Each day we are victims of hypocrisy, continually reciting the rules of bourgeois etiquette: "thank you... excuse me... I am sorry." Others flatter, judge, criticize. Others decide for us, others live on our weaknesses, others cheat us, others steal from us, others, always others, usurp our lives.
It is they who love us, who hate us, who betray us, rob us of our thoughts, words, life. It would be logical to leave them all, to flee physically and mentally to a proper island of solitude, self-sufficient and courageous. Courageous? Courageous because it is difficult, because we are incapable of living really alone, because we have need of contact with others in order to express our feelings, to realize ourselves, even for the simplification of our actions.

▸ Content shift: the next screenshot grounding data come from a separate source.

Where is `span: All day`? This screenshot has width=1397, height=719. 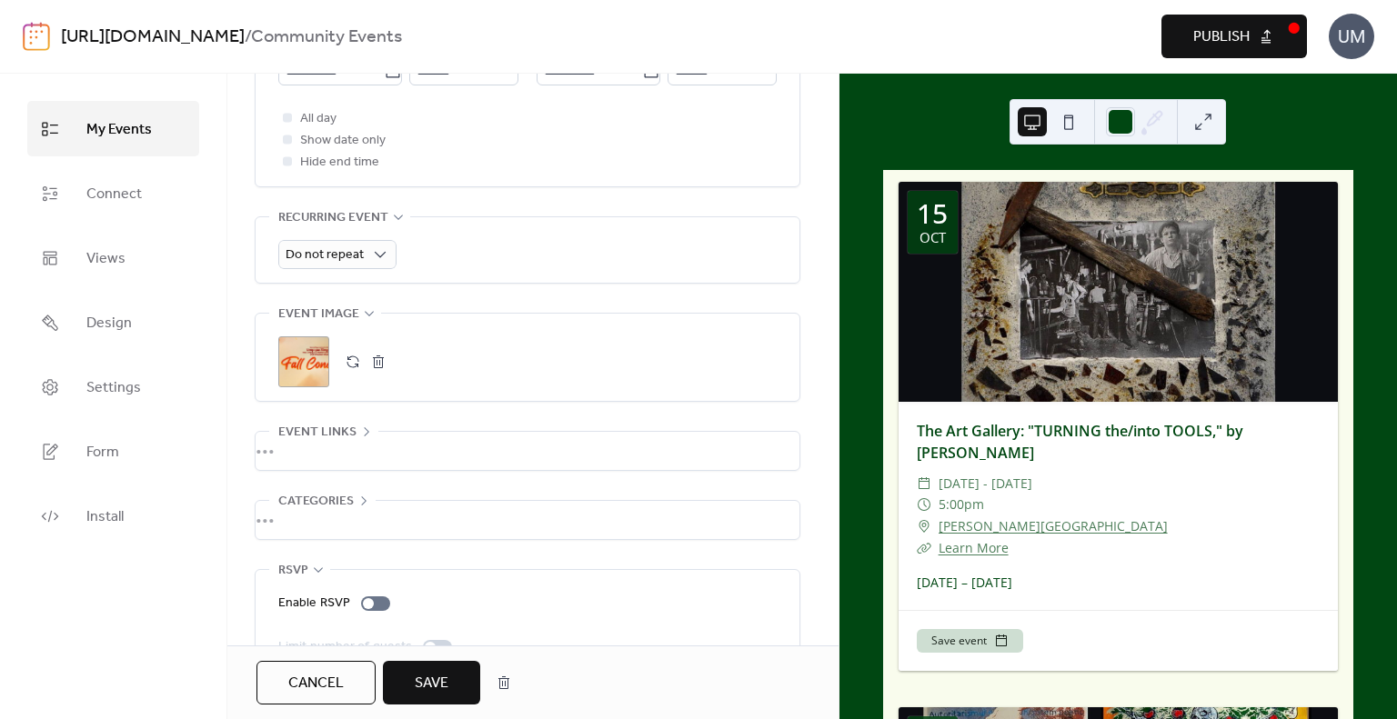
span: All day is located at coordinates (318, 119).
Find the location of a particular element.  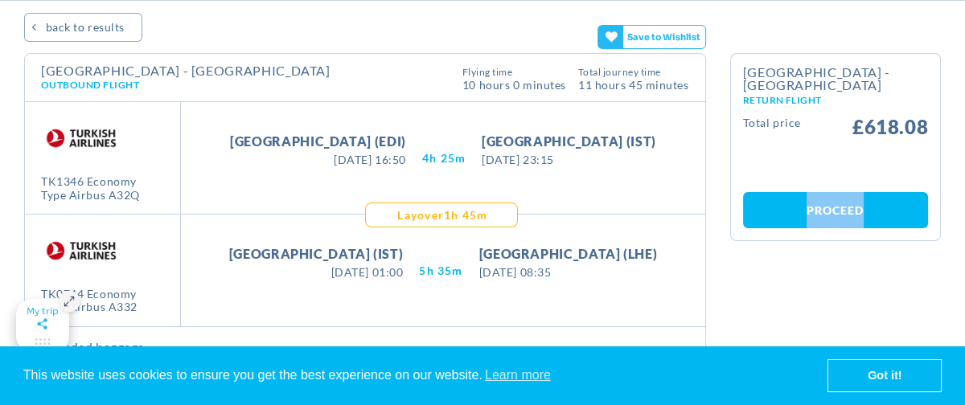

gamitee-button: Get your friends' opinions is located at coordinates (651, 37).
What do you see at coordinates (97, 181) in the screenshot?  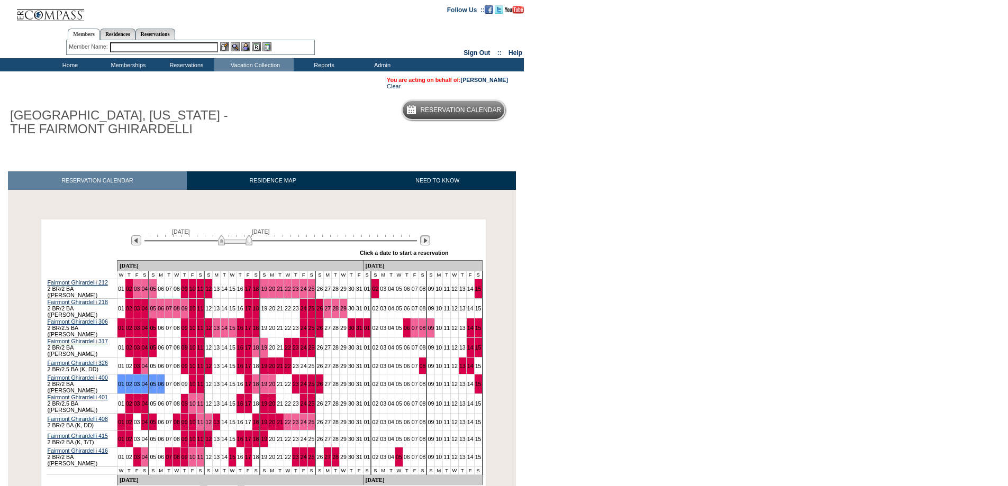 I see `a: RESERVATION CALENDAR` at bounding box center [97, 181].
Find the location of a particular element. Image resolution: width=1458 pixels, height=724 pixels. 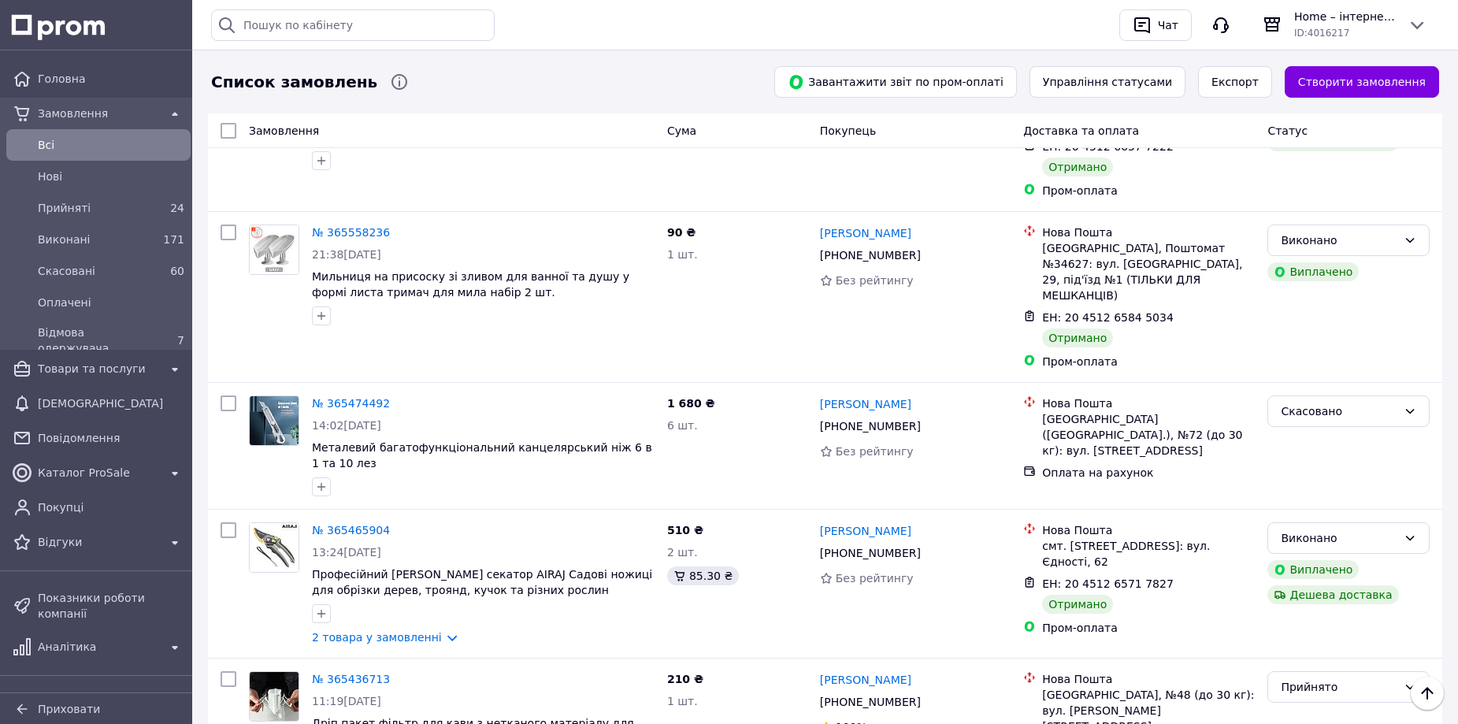

span: Аналітика is located at coordinates (98, 647).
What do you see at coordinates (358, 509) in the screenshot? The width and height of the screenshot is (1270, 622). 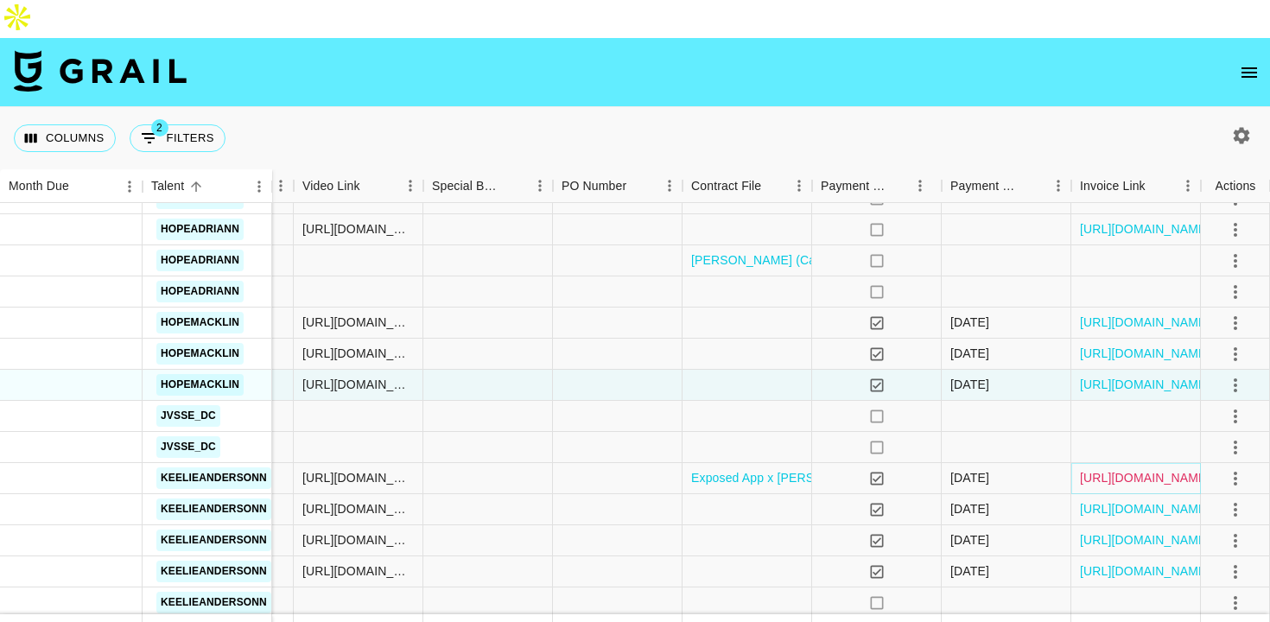 I see `div: https://www.tiktok.com/@keelieandersonn/video/7536271670227553567?is_from_webapp=1&sender_device=...` at bounding box center [358, 509].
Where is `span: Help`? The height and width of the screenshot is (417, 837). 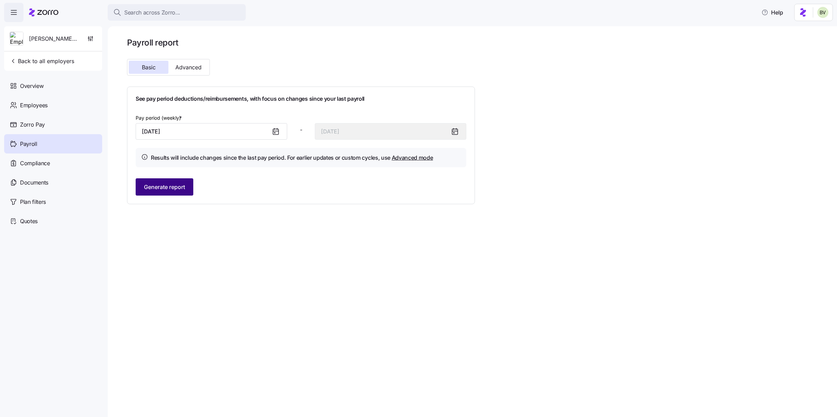 span: Help is located at coordinates (772, 12).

It is difficult for one individual, weak, even psychologically insecure, to do without friendship, love and solidarity. And then, clearly, life in solitude would appear monotonous because, as always, our emotions, our adventures, arise from others, evolve among others.
There is another solitude, perhaps more understood, more naturally respected, than that of the hermit. It is when you no longer feel a part of these others, when you no longer participate in their mode of living, making a world apart from them in which they no longer count, from which they are excluded. It is when you no longer accept their love, their benevolence, their hypocrisy—and your solitude then becomes freedom, rebellion, it is open defiance of society.
Anarchist individualists are alone, their life lies outside the rules imposed by others. They choose the individuals whom it pleases them to have near, to listen. The others they regard as if they were non-existent, or as enemies. Individualists live beyond the walls of society—but not as those driven out.... They are mental, rather than physical, fugitives, and their solitude is loved, it is the realization of their free thought.